Kabir v Vanderhost
2013 NY Slip Op 02375 [105 AD3d 811]
April 10, 2013
Appellate Division, Second Department
Published by New York State Law Reporting Bureau pursuant to Judiciary Law § 431.
As corrected through Wednesday, May 29, 2013


Emdadul Kabir, Appellant,
v
Nina Vanderhost, Respondent.

[*1] H. Bruce Fischer, P.C., New York, N.Y., for appellant.

Mendolia & Stenz, Westbury, N.Y. (Jonathan Ivezaj of counsel), for respondent.

In an action to recover damages for personal injuries, the plaintiff appeals from an order of the Supreme Court, Queens County (Weiss, J.), dated February 6, 2012, which granted the defendant's motion for summary judgment dismissing the complaint on the ground that the plaintiff did not sustain a serious injury within the meaning of Insurance Law § 5102 (d) as a result of the subject accident.

Ordered that the order is affirmed, with costs.

The plaintiff commenced this action to recover damages for personal injuries allegedly sustained to the cervical and lumbar regions of his spine as a result of a motor vehicle accident in which his vehicle and the defendant's vehicle came into contact. The defendant moved for summary judgment dismissing the complaint on the ground that the plaintiff did not sustain a serious injury within the meaning of Insurance Law § 5102 (d) as a result of the subject accident.

The defendant met her prima facie burden of showing that the plaintiff did not sustain a serious injury within the meaning of Insurance Law § 5102 (d) as a result of the subject accident (see Toure v Avis Rent A Car Sys., 98 NY2d 345 [2002]; Gaddy v Eyler, 79 NY2d 955, 956-957 [1992]). The defendant's expert opined that the condition of the cervical and lumbar regions of the plaintiff's spine were the result of preexisting multilevel degenerative disc disease and were not causally related to the subject accident (see Jilani v Palmer, 83 AD3d 786, 787 [2011]). The defendant further established, inter alia, that the plaintiff missed only six to eight days of work following the accident and, therefore, he did not sustain a serious injury under the 90/180-day category of Insurance Law § 5102 (d) (see Richards v Tyson, 64 AD3d 760, 761 [2009]).

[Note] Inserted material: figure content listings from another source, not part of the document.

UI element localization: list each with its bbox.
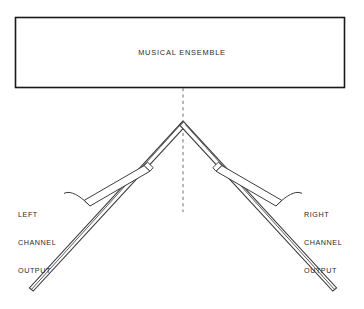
left-channel-output-label: LEFT CHANNEL OUTPUT — [18, 192, 56, 293]
right-channel-output-label: RIGHT CHANNEL OUTPUT — [304, 192, 342, 293]
right-microphone — [213, 162, 302, 206]
right-channel-output-line-3: OUTPUT — [304, 266, 342, 275]
left-channel-output-line-3: OUTPUT — [18, 266, 56, 275]
left-channel-output-line-1: LEFT — [18, 210, 56, 219]
left-microphone-cable-stub — [64, 192, 84, 200]
stereo-microphone-diagram: MUSICAL ENSEMBLE LEFT CHANNEL OUTPUT RIG… — [0, 0, 364, 309]
right-channel-output-line-2: CHANNEL — [304, 238, 342, 247]
left-channel-output-line-2: CHANNEL — [18, 238, 56, 247]
right-channel-output-line-1: RIGHT — [304, 210, 342, 219]
right-microphone-cable-stub — [282, 192, 302, 200]
musical-ensemble-label: MUSICAL ENSEMBLE — [0, 48, 364, 57]
left-microphone — [64, 162, 153, 206]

In opposition, the plaintiff failed to raise a triable issue of fact. The opinion of the plaintiff's expert that the condition of the plaintiff's spine was caused by the subject accident was conclusory, and therefore insufficient to raise a triable issue of fact (see Williams v Town of Greenburgh, 101 AD3d 990 [2012]; Barry v Future Cab Corp., 71 AD3d 710, 711 [2010]; cf. Fraser-Baptiste v New York City Tr. Auth., 81 AD3d 878 [2011]). The plaintiff also failed to raise a triable issue of fact as to whether the injuries he allegedly sustained in the subject accident rendered him unable to perform substantially all of his usual and customary daily activities for not less than 90 days of the first 180 [*2]days subsequent to the accident (see Barry v Future Cab Corp., 71 AD3d at 711). Accordingly, the Supreme Court properly granted the defendant's motion for summary judgment dismissing the complaint. Angiolillo, J.P., Balkin, Austin and Miller, JJ., concur.